[Assam] Journal highlights Lachit Barphukan’s heroics (The Assam Tribune,13.02.2008)

Buljit Buragohain buluassam at yahoo.co.in
Tue Feb 12 22:30:24 CST 2008


              Journal highlights Lachit Barphukan’s heroics
By Ajit Patowary
 GUWAHATI, Feb 12 – A laudable attempt has been made to make the heroic pursuits of Assam’s renowned military general Lachit Barphukan known throughout the world. The Heritage India, a Pune-based quarterly English magazine, has carried an article on the great general in its maiden issue published this month.

The magazine launched by Manjiri Khandekar, a Poona University teacher in French, has focused on the great general in its Personality section. 

The article is based on renowned historian Dr SK Bhuyan’s magnum opus – Lachit Barphukan and His Times (1947). It throws light on the personality of the great general as an astute military strategist as well as as a leader. 

The Pune connection of the mediaeval Assamese general is not new. Dr SK Bhuyan, then a teacher in English in Cotton College and the honorary director of the State Directorate of Historical and Antiquarian Studies here, elaborately introduced him to Pune (then Poona) in June 1935 in his lecture at the First Session of the Indian History Congress. 

Dr Bhuyan had earlier introduced the land of Lachit Barphukan to the land of Shivaji Maharaja through an article— Shivaji from Assamese sources— included in the Shivaji Nibandhabali (Part-II), published from Pune in 1930. This article was based on the Assamese chronicles of the Delhi Badshahate, generally known as Padshah Buranji. Dr Bhuyan’s another article — New Lights on Mogul India from Assamese Sources—based on the same materials, was also published in the Islamic Culture published from Hyderabad in 1928. These two articles are believed to be the initial attempts to introduce Lachit Barphukan to the rest of the world.

On November 14, 2000, the bust of the great general was unveiled at the National Defence Academy (NDA), Khadakwasla, Pune by the then Governor of Assam, Lt General (Retd) S K Sinha, who also conceived this idea.

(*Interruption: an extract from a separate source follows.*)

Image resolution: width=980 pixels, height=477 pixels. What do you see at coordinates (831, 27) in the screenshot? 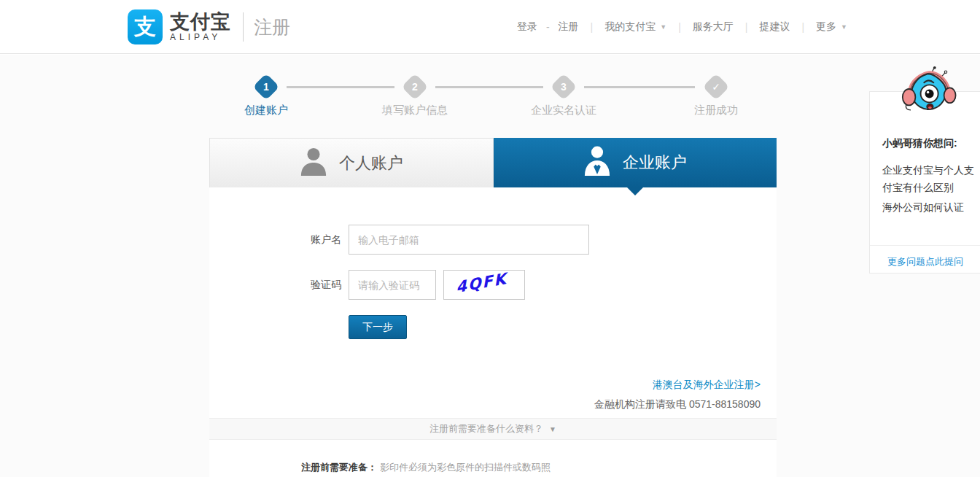
I see `nav-more: 更多▼` at bounding box center [831, 27].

While projecting Lachit Barphukan and the battle of Saraighat, Dr Bhuyan, interalia, wrote: “ Lachit Barphukan’s success had nothing to do with the extent of his resources or the numerical superiority of his army but in his own focused and consistent determination and intrepid courage
 Though he was aware of the restrictive boundaries of the society in which he lived, he was able to exceed them and achieve unusual results, raising the Assamese army to exceptional levels of efficiency.”

Dr Bhuyan described the battle of Saraighat as Assam’s Trafalgar. Admiral Horatio Nelson, who led the British navy in 1805, defeated the combined French and Spanish navies at Trafalgar in a decisive battle that paved the way for British supremacy in Europe. 

The Heritage India has rightly described the battle of Saraighat as ‘one of Indian history’s most crucial river battles.’ The article has also carried sketches of the Saraighat battlefield and the portrait of the great general published by the Asom Chitra Prakashan several decades back. It also consisted a number of photographs of the Saraighat memorials, snapped by Bijoy Kumar Bhuyan, son of Dr S K Bhuyan and the Guwahati correspondent of the magazine. 

The magazine in its introductory (dummy) volume in June 2006 also had carried a ten-page article on the great Assamese general under the title— Assam’s Man of Destiny: Lachit Barphukan.

According to a January 20, 2008 letter from its editor Manjiri Khandekar to Bijoy Kumar Bhuyan, the Air India has agreed to keep the magazine in its lounges at Mumbai and Delhi Airports. If the Air India gets a positive response, it will ‘take it further.’ Besides, the Landmark and Crossroad book chain stores will also market the magazine, said Khandekar.